By Ali Siemens (The Cascade) – Email
Date Posted: October 12, 2011
Print Edition: October 5, 2011
MSN Messenger was the k3wlest thing when it first came out (it really blew ICQ out of the water). The ability to sit behind your computer, dial up to the internet and send messages to friends that lived a few streets away was a great luxury. Just like every kind of technology known to mankind, MSN evolved and adapted new perks such as: adding emoticons to your chat messages, the ability to upload a picture of yourself to the chat window, as well as the option of turning on your one megapixel webcam to watch someone type. The possibilities seemed endless.
Along with the capability to talk to friends and family online, it also bred the SMS language (short message system). At 21-years-old, I am already out of the loop. I used terms like, “brb,” “g2g,” and “lol” back when I first started using instant messaging programs, but since then, the language has evolved to a point where I find myself lost and searching for the definitions of terms such as “lq2m” (laughing quietly to myself).
This secret language seems to revamp itself every few years, and in my early twenties, I feel as though I have already been left behind, left to commiserate with those still using dial-up routers and the rotary phone.
What does this mean for the poor parents of teenagers who are busy using their Blackberry messenger function all day? What does this mean for the English language? To me, it is not necessarily the short form of the language that irks me, it’s the loss of emphasis and meaning to words that used to hold such passion and weight. IMAO (in my arrogant opinion), situations of love and romance have not only been trashed and desensitized in the entertainment world, but heart warming phrases such as “I love you” have been reduced to, “LYLAB” or “LYLAS,” translating to “love you like a brother or sister.”
MSN is about as ancient as papyrus, now we have other media such as Facebook, Twitter and Instagram. The social media junkies have replaced their use of the English language with messages that appear in under 140 characters, or in Instagram’s situation, the only way to communicate is to upload a picture of what is going on in your life.
Can the language purists fight off these short form abbreviations or is it time they break in and join the online world of communication?
In any situation when a person is reading a book, newspaper or essay and they come across a word they do not understand, most people have been taught to crack out their dictionary and lookup the definition. Although your Webster’s dictionary may not hold the definition to “nifoc,” it is still important we know how people are communicating online. If at 21 I am already lost and confused by how some teenagers are communicating, I can only imagine how lost I will be when I have children of my own. In the case of “nifoc,” it’s probably pretty important for me to know if my son or daughter is “naked in front of computer.” I guess I’ll just have to introduce one of my own – WOEDTSF (What on Earth does that stand for)?!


Your objective: Go through the records below and set each one down exactly, leaving out any pictures.

*** Begin section ***

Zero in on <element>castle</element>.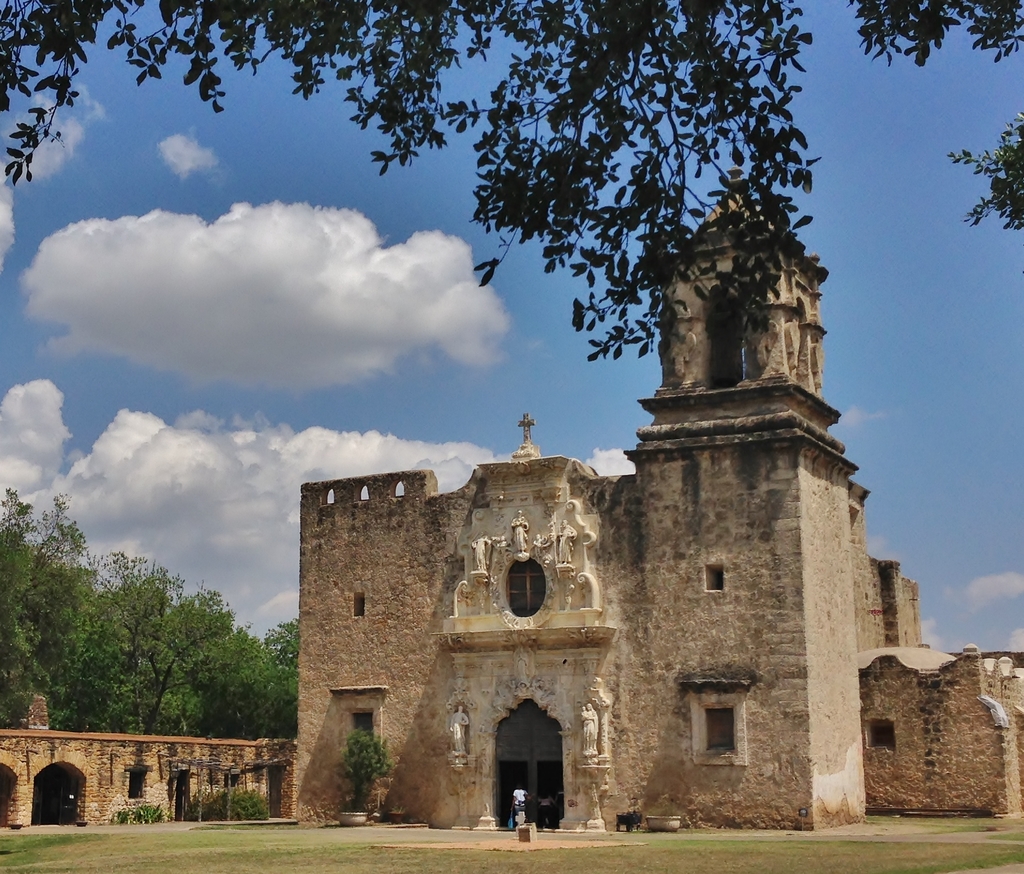
Zeroed in: detection(225, 170, 969, 848).
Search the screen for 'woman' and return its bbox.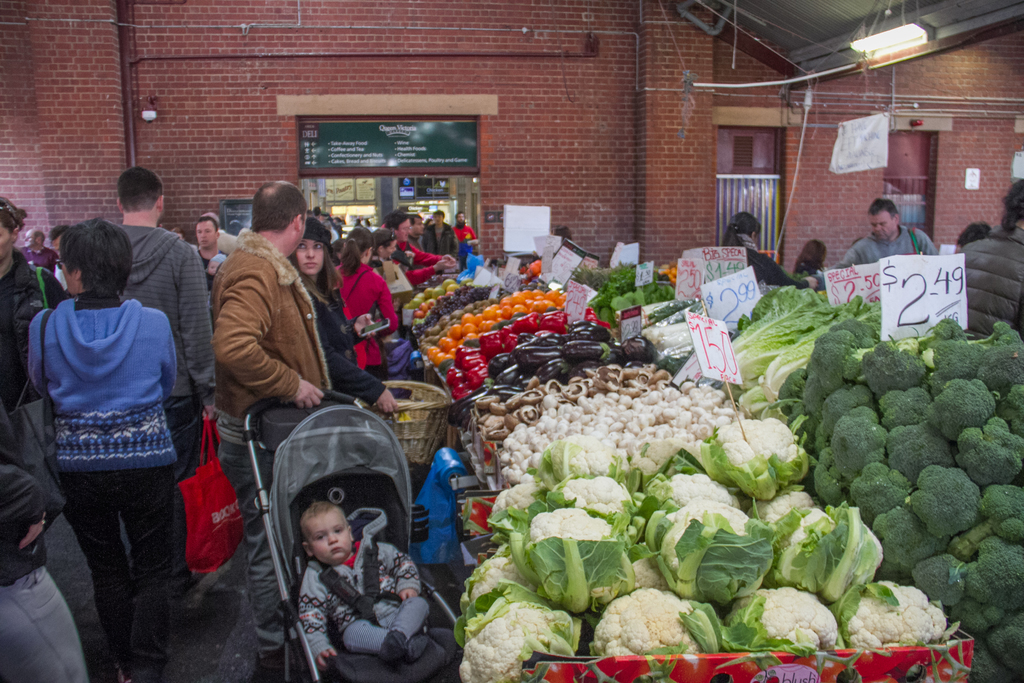
Found: {"left": 286, "top": 212, "right": 400, "bottom": 416}.
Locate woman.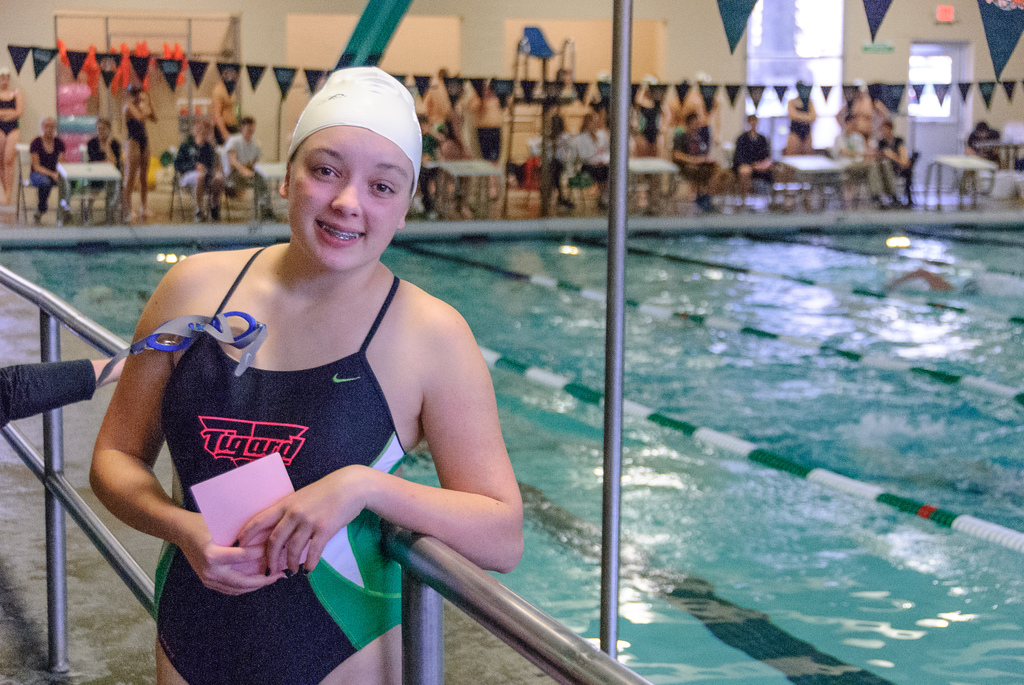
Bounding box: detection(27, 114, 69, 222).
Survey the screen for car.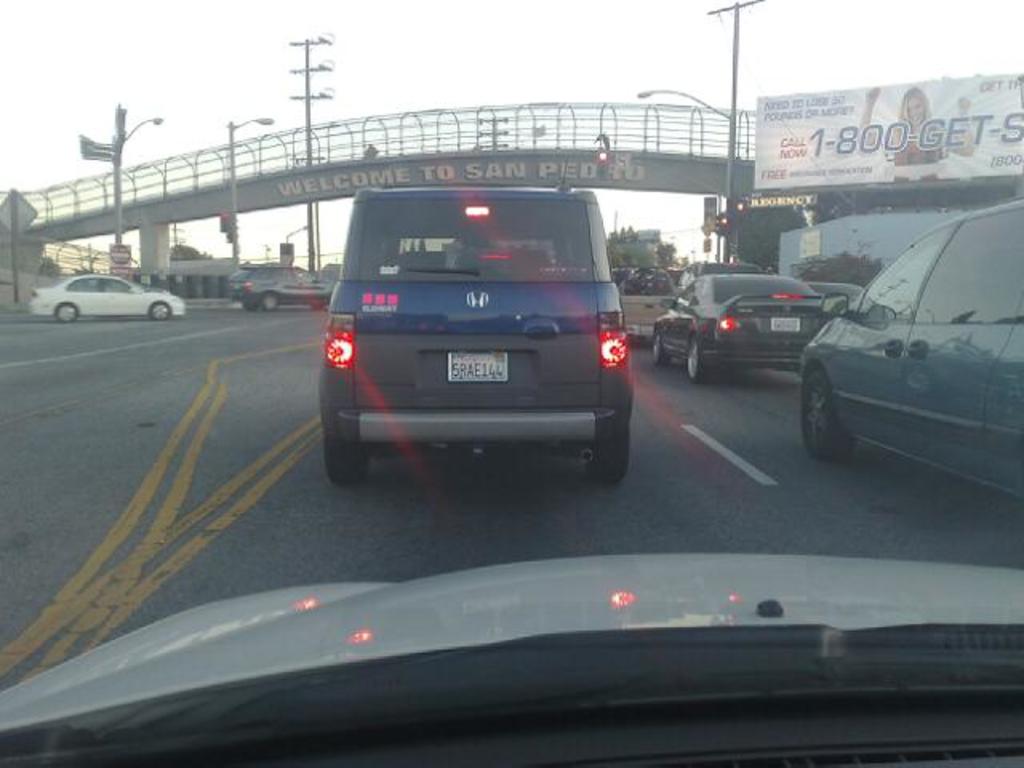
Survey found: [26,274,186,317].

*** End section ***

Exercise response:
Zero in on <element>castle</element>.
Zeroed in: detection(225, 170, 969, 848).
Search the screen for 'woman' and return its bbox.
Found: {"left": 286, "top": 212, "right": 400, "bottom": 416}.
Locate woman.
Bounding box: detection(27, 114, 69, 222).
Survey the screen for car.
Survey found: [26,274,186,317].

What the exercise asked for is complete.